The fields are always the meaningful parts of that statement, never raw code. A few examples:

  • A SET block offers a Variable field and a Value field.
  • A PROMPT block offers a Message field (the question the user sees) and a Variable field (where the answer is stored).
  • An IF block offers a Condition field.
  • A FOR EACH loop offers a Variable field and an In field (the collection to walk through).
  • A DISPLAY / PRINT block offers a Value field.

Type your changes and press Save. If an entry does not make sense — an empty or malformed expression, or a variable name that is not a plain name of letters, digits, and underscores — the dialog keeps itself open and shows the problem in red so you can correct it; nothing is committed until the values are valid. Press Cancel to close without changing anything.

Reordering, moving, and clearing up. Right-click a block for its full menu: Edit, Move up, Move down, Cut, Copy, Paste, and Delete. Move up and Move down shuffle a step within its list; Cut and Copy place the block on the clipboard as Catena text (so you can paste it elsewhere, even into the Listing); Paste drops the clipboard's block in after the selected one; Delete removes it. The DEFINE header and the OTHERWISE branch marker are structural blocks, not statements you authored, so their editing actions stay disabled.


One model: blocks and the Listing

The Blocks view does not hold a program of its own. The blocks are generated from the parsed sequence — Castiel reads the sequence text, works out its structure, and draws one block per statement. The Listing is the source of truth: whatever you do in Blocks — insert a palette chip, edit a field, reorder or delete a card — is written straight back into that one shared sequence, and re-rendered. Switch to the Listing and you will see the exact text your blocks describe; switch back and the blocks reflect any edits you made as text. There is only ever one program; Blocks and Listing are two windows onto it.

This is why the blocks always read in canonical form. When you save an edit, the value you typed is folded back into the sequence and the block is redrawn from the result, so spacing and bracketing come out consistent every time.

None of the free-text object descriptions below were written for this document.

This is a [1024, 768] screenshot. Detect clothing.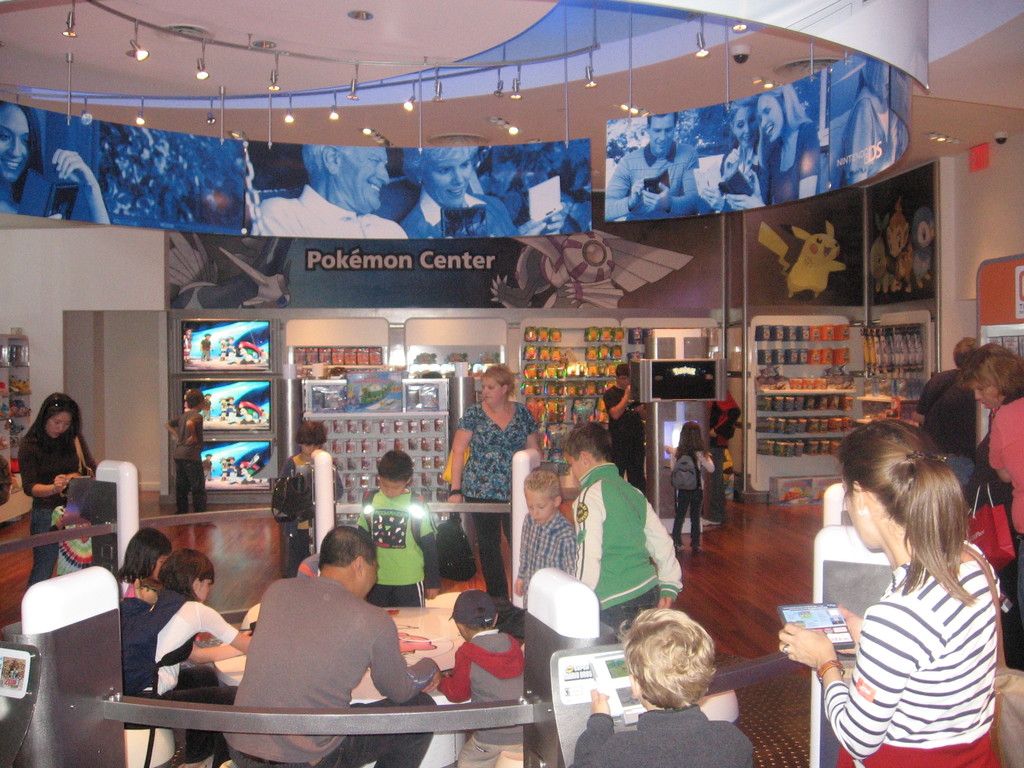
<bbox>252, 183, 415, 241</bbox>.
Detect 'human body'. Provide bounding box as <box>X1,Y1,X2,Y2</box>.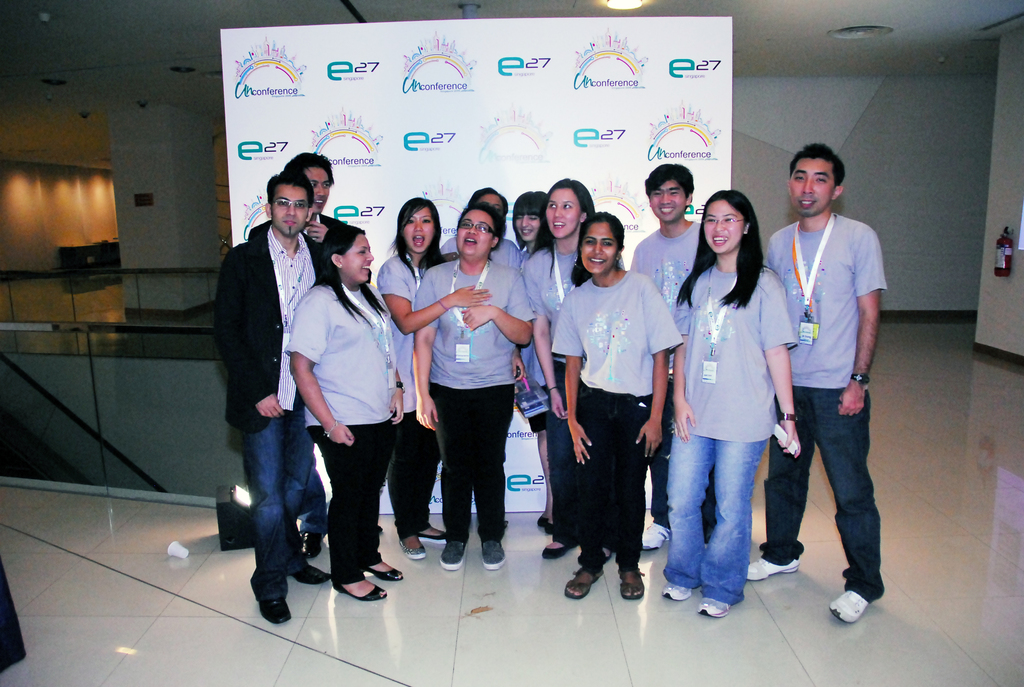
<box>213,172,326,619</box>.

Worked example: prompt, compute, display

Here is a whole small sequence built without typing any code — it asks for a side length, squares it, and shows the area of the square.

  1. Switch the surface header to Blocks.
  2. In the palette, click the PROMPT chip (under I/O). A violet PROMPT block appears reading "Value?" -> x.
  3. Double-click that block. In the dialog, set Message to Side length? and Variable to s, then press Save. The block now reads PROMPT "Side length?" -> s.
  4. Click the + − × ÷ chip (under MATH). A blue CALC block appears reading Ans + 1.
  5. Double-click it, set Expression to s * s, and Save. The block now reads CALC s * s — the area of the square.
  6. Click the DISPLAY chip (under I/O). A violet DISPLAY block appears reading Ans, which shows the value just computed.

You now have three stacked blocks — a PROMPT, a CALC, and a DISPLAY — that read top to bottom as the whole program. Switch to the Listing to confirm the text, or press Run in the header to execute it: the sequence asks for the side length, and the DISPLAY step writes the area to the shared paper tape. To capture a sequence by pressing keys instead of assembling it, see the Recorder.